* **Records provided**:
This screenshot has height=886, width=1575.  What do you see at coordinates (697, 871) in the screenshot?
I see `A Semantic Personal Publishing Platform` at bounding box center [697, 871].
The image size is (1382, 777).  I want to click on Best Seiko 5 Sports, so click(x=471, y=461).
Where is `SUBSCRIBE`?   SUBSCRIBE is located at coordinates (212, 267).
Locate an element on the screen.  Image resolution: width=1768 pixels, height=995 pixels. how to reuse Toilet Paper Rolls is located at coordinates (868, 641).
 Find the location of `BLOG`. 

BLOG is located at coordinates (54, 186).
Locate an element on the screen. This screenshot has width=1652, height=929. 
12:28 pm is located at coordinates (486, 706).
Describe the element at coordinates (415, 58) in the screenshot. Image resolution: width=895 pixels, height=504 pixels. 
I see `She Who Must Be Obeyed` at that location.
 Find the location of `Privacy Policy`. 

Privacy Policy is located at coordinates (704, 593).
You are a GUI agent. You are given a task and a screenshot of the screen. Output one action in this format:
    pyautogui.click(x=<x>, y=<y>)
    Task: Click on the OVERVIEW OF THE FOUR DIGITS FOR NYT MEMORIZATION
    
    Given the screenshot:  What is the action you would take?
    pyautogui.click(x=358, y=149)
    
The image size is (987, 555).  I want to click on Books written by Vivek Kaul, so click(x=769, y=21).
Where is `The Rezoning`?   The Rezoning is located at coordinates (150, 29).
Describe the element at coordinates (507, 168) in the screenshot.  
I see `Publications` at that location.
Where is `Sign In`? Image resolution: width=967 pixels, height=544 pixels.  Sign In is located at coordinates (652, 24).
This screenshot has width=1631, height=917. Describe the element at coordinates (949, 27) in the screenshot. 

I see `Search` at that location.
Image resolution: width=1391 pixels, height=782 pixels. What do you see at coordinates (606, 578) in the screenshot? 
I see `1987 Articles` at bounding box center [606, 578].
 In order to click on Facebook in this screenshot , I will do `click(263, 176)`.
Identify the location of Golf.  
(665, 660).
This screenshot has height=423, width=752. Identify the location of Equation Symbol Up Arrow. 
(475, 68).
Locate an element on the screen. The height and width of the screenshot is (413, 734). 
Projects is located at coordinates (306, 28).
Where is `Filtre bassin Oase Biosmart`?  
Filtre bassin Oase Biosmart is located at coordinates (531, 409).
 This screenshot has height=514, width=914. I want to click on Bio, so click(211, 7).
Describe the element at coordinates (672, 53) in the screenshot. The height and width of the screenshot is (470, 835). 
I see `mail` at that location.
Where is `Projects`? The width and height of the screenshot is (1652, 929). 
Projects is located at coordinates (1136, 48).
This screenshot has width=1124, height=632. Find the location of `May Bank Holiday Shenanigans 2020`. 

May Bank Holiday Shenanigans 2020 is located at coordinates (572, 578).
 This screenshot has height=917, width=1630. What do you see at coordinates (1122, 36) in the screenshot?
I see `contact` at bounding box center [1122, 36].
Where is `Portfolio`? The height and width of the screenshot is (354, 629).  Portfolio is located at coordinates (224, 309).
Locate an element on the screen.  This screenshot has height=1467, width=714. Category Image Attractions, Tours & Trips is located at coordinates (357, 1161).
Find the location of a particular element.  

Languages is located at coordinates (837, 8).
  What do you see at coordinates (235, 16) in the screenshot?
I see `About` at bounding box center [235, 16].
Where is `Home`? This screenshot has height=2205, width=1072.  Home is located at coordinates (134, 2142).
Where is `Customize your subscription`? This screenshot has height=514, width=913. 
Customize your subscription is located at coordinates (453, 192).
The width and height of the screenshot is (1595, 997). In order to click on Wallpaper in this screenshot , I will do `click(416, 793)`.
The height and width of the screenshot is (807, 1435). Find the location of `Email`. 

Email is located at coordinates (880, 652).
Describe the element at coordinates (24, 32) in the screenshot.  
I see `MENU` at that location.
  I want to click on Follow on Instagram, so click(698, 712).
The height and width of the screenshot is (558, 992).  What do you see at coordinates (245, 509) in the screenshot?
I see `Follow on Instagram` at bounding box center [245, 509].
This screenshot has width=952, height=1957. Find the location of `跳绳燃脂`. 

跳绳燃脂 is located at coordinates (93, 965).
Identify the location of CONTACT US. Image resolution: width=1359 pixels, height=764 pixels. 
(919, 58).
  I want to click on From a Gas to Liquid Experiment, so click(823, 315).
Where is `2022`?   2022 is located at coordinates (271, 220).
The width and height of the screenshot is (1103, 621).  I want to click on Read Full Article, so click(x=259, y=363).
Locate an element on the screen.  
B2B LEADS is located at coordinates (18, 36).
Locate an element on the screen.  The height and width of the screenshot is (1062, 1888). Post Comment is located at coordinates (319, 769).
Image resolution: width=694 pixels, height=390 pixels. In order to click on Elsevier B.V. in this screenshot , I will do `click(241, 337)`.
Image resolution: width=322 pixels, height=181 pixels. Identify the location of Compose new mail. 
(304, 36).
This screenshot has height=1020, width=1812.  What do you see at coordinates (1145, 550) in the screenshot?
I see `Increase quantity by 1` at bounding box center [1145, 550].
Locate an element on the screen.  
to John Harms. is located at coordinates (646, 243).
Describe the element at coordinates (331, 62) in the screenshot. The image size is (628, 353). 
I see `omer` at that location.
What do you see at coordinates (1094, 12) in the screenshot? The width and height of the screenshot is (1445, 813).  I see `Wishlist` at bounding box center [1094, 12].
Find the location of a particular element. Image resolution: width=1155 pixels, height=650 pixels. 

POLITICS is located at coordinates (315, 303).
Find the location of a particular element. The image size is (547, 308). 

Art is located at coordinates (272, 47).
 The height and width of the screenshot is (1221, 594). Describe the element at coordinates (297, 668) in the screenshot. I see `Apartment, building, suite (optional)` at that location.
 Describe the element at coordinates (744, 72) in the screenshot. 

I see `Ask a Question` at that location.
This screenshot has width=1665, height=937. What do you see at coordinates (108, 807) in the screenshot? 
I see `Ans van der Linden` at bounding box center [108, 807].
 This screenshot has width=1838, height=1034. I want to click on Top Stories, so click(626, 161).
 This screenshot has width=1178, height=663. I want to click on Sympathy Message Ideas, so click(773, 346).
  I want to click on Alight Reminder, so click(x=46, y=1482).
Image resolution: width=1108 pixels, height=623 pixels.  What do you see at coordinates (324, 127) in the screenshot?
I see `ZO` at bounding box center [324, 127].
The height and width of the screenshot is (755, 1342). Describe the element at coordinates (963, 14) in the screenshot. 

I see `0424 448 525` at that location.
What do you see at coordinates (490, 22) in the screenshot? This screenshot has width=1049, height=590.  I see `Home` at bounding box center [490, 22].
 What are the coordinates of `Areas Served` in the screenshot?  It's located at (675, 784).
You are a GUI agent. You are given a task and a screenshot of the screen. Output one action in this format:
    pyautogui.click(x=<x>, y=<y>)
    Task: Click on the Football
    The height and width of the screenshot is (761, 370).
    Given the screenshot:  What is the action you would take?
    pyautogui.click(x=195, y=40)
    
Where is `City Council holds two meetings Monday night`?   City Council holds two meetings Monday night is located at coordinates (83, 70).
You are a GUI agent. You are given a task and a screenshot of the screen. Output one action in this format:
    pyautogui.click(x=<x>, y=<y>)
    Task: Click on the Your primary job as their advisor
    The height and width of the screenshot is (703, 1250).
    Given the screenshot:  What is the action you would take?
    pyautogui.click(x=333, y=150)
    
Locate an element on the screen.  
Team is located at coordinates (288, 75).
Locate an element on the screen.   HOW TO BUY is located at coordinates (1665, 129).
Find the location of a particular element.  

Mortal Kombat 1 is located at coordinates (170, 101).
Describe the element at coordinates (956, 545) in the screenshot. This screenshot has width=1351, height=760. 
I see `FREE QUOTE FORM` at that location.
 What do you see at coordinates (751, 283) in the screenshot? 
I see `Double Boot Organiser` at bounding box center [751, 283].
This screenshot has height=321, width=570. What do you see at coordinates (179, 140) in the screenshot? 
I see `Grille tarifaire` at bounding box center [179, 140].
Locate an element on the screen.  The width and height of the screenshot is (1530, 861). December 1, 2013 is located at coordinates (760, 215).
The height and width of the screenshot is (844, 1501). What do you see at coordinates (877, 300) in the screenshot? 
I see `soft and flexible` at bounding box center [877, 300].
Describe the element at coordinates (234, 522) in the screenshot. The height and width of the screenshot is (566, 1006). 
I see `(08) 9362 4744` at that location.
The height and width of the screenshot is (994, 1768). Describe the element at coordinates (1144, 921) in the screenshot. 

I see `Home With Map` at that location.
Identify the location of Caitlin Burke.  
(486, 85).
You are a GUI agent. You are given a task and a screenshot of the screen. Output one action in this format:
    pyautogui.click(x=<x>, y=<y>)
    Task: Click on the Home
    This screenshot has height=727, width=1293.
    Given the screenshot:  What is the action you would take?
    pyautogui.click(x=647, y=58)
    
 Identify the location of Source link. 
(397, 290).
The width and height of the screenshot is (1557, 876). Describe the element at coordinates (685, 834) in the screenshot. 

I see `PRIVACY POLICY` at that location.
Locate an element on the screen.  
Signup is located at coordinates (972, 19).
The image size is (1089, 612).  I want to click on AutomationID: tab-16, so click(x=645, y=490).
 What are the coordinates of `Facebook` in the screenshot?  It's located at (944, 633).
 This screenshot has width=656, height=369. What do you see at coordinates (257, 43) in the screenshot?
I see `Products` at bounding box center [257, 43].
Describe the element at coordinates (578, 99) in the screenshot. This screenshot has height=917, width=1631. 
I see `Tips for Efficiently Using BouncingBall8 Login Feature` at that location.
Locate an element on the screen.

* **Assignment**:
Once you have identified the lines above that contain "order", copy each of them.

* **Answer box**:
 In order to click on Facebook in this screenshot , I will do `click(263, 176)`.
The width and height of the screenshot is (1595, 997). In order to click on Wallpaper in this screenshot , I will do `click(416, 793)`.
Image resolution: width=694 pixels, height=390 pixels. In order to click on Elsevier B.V. in this screenshot , I will do `click(241, 337)`.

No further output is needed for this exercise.